Saturday, November 12, 2005

Flu update

Hong Kong is preparing for the worst.
Remember the Hong Kong flu?
They don't take these things lightly.

The authority which manages all of Hong Kong's public hospitals fears an explosion of bird flu cases in the city early next year, a Chinese-language daily reported on Saturday, quoting a source at the authority.

"Spring is the peak season for human influenza. Once the human influenza virus mixes with bird flu, it will pose a big threat," Wen Wei Po said in a front-page story, quoting an unidentified source at the Hong Kong Hospital Authority.

"If bird flu explodes in the community, the first wave will be very severe. It will pose the biggest threat to young people," the pro-Beijing daily said.

Experts fear that the H5N1 bird flu virus could mutate and become easily transmissible between people, setting off a pandemic in which millions might die. The virus in its current form has killed around half of the people it has infected.

A study, published in the online medical journal Respiratory Research, suggested that if H5N1 did cause a pandemic, it could disproportionately affect the young and healthy as compared to seasonal flu, which kills many elderly but few young adults. In Hong Kong, the seasonal peak for human influenza is between January and March.

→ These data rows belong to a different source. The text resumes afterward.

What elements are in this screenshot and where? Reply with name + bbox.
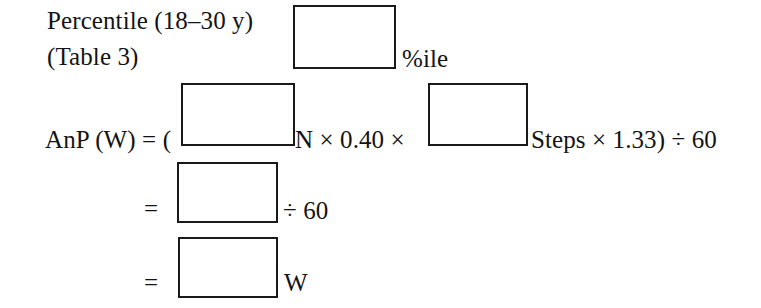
table-reference-label: (Table 3) <box>47 44 138 69</box>
answer-box-subtotal[interactable] <box>177 162 278 223</box>
divide-by-sixty-label: ÷ 60 <box>283 198 328 223</box>
answer-box-anaerobic-power[interactable] <box>178 237 278 298</box>
equation-newtons-factor: N × 0.40 × <box>295 127 405 152</box>
percentile-label: Percentile (18–30 y) <box>47 8 253 33</box>
answer-box-body-mass-n[interactable] <box>181 83 295 146</box>
equals-sign-first: = <box>144 196 158 221</box>
worksheet-canvas: Percentile (18–30 y) (Table 3) %ile AnP … <box>0 0 761 308</box>
equals-sign-second: = <box>144 270 158 295</box>
watts-unit-label: W <box>284 270 308 295</box>
answer-box-step-count[interactable] <box>428 83 528 146</box>
percentile-unit-label: %ile <box>402 46 448 71</box>
equation-left-hand-side: AnP (W) = ( <box>45 127 171 152</box>
equation-steps-tail: Steps × 1.33) ÷ 60 <box>531 127 717 152</box>
answer-box-percentile-value[interactable] <box>293 5 396 69</box>
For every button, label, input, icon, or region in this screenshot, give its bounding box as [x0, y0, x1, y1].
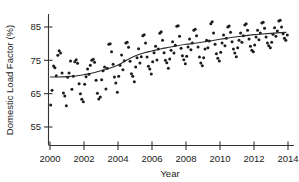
data-point	[269, 46, 272, 49]
data-point	[85, 75, 88, 78]
data-point	[240, 41, 243, 44]
data-point	[76, 62, 79, 65]
data-point	[249, 45, 252, 48]
x-axis-title: Year	[160, 168, 179, 179]
data-point	[65, 104, 68, 107]
data-point	[117, 75, 120, 78]
data-point	[89, 64, 92, 67]
data-point	[279, 19, 282, 22]
data-point	[153, 51, 156, 54]
data-point	[274, 35, 277, 38]
data-point	[215, 52, 218, 55]
data-point	[286, 34, 289, 37]
data-point	[59, 52, 62, 55]
data-point	[56, 54, 59, 57]
data-point	[218, 60, 221, 63]
data-point	[121, 68, 124, 71]
data-point	[120, 54, 123, 57]
data-point	[238, 39, 241, 42]
data-point	[194, 28, 197, 31]
data-point	[219, 51, 222, 54]
data-point	[246, 29, 249, 32]
data-point	[109, 42, 112, 45]
data-point	[95, 79, 98, 82]
data-point	[136, 56, 139, 59]
data-point	[83, 83, 86, 86]
data-point	[51, 89, 54, 92]
y-tick-label-75: 75	[30, 55, 41, 66]
data-point	[197, 46, 200, 49]
data-point	[248, 38, 251, 41]
data-point	[92, 58, 95, 61]
data-point	[204, 48, 207, 51]
data-point	[180, 47, 183, 50]
data-point	[172, 52, 175, 55]
data-point	[236, 46, 239, 49]
data-point	[181, 54, 184, 57]
data-point	[195, 34, 198, 37]
data-point	[280, 26, 283, 29]
data-point	[163, 51, 166, 54]
data-point	[257, 38, 260, 41]
data-point	[178, 35, 181, 38]
data-point	[165, 61, 168, 64]
y-tick-label-55: 55	[30, 121, 41, 132]
data-point	[239, 32, 242, 35]
data-point	[253, 44, 256, 47]
x-tick-label-2012: 2012	[243, 153, 264, 164]
data-point	[127, 46, 130, 49]
y-tick-label-65: 65	[30, 88, 41, 99]
data-point	[229, 31, 232, 34]
data-points-layer	[49, 19, 289, 107]
data-point	[78, 82, 81, 85]
data-point	[232, 48, 235, 51]
x-axis-tick-labels: 20002002200420062008201020122014	[39, 153, 298, 164]
data-point	[262, 21, 265, 24]
data-point	[134, 66, 137, 69]
data-point	[140, 55, 143, 58]
data-point	[131, 75, 134, 78]
data-point	[216, 57, 219, 60]
x-tick-label-2008: 2008	[175, 153, 196, 164]
data-point	[189, 48, 192, 51]
data-point	[154, 45, 157, 48]
scatter-plot-canvas: 55657585 2000200220042006200820102012201…	[0, 0, 299, 182]
data-point	[79, 92, 82, 95]
data-point	[112, 63, 115, 66]
data-point	[184, 62, 187, 65]
data-point	[82, 100, 85, 103]
x-tick-label-2004: 2004	[107, 153, 128, 164]
data-point	[96, 92, 99, 95]
data-point	[138, 62, 141, 65]
data-point	[177, 24, 180, 27]
data-point	[151, 60, 154, 63]
y-axis-tick-labels: 55657585	[30, 21, 41, 132]
data-point	[53, 66, 56, 69]
x-tick-label-2000: 2000	[39, 153, 60, 164]
data-point	[100, 78, 103, 81]
data-point	[63, 95, 66, 98]
data-point	[146, 56, 149, 59]
data-point	[170, 49, 173, 52]
data-point	[129, 60, 132, 63]
data-point	[104, 88, 107, 91]
data-point	[223, 44, 226, 47]
data-point	[231, 40, 234, 43]
data-point	[255, 36, 258, 39]
data-point	[75, 58, 78, 61]
data-point	[270, 41, 273, 44]
trend-line-smoother	[50, 32, 286, 77]
data-point	[212, 32, 215, 35]
data-point	[147, 65, 150, 68]
data-point	[211, 20, 214, 23]
data-point	[235, 55, 238, 58]
data-point	[148, 68, 151, 71]
data-point	[161, 39, 164, 42]
data-point	[61, 72, 64, 75]
data-point	[103, 66, 106, 69]
data-point	[228, 25, 231, 28]
data-point	[284, 39, 287, 42]
data-point	[160, 30, 163, 33]
data-point	[69, 60, 72, 63]
data-point	[199, 62, 202, 65]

This link comes from H5N1 Blog.

Those interested in science might be interested in this.
The more you understand of this report from Respiratory Research, the less you'll like it: Proinflammatory cytokine responses induced by influenza A (H5N1) viruses in primary human alveolar and bronchial epithelial cells.
[...]
If I understand what they're saying, H5N1 has a talent for provoking the immune system into inflaming and destroying the lung tissue where the virus is thriving. The abstract goes on to say that recent virus strains from Vietnam are even better at inducing "chemokines" than the original 1997 strain of H5N1.

Or this via another bird flu blog.

Bird flu might cause such severe disease and kill so many people because it makes the immune system 'overreact', say researchers.

They say that suppressing the immune response could be a way to treat infection by the H5N1 virus, which has killed 64 people in Asia — about half of all confirmed cases.

In a study published online today (11 November) by Respiratory Research, the researchers showed that lung cells infected with the virus produce considerably more 'messenger' chemicals than cells infected with a normal human flu virus.

These chemical messengers alert the immune system to send white blood cells to attack the source of infection.

The production of so many messenger molecules could explain why H5N1-infected people's lungs are "full" of a kind of white blood cell called macrophages, says lead researcher Malik Peiris of the University of Hong Kong.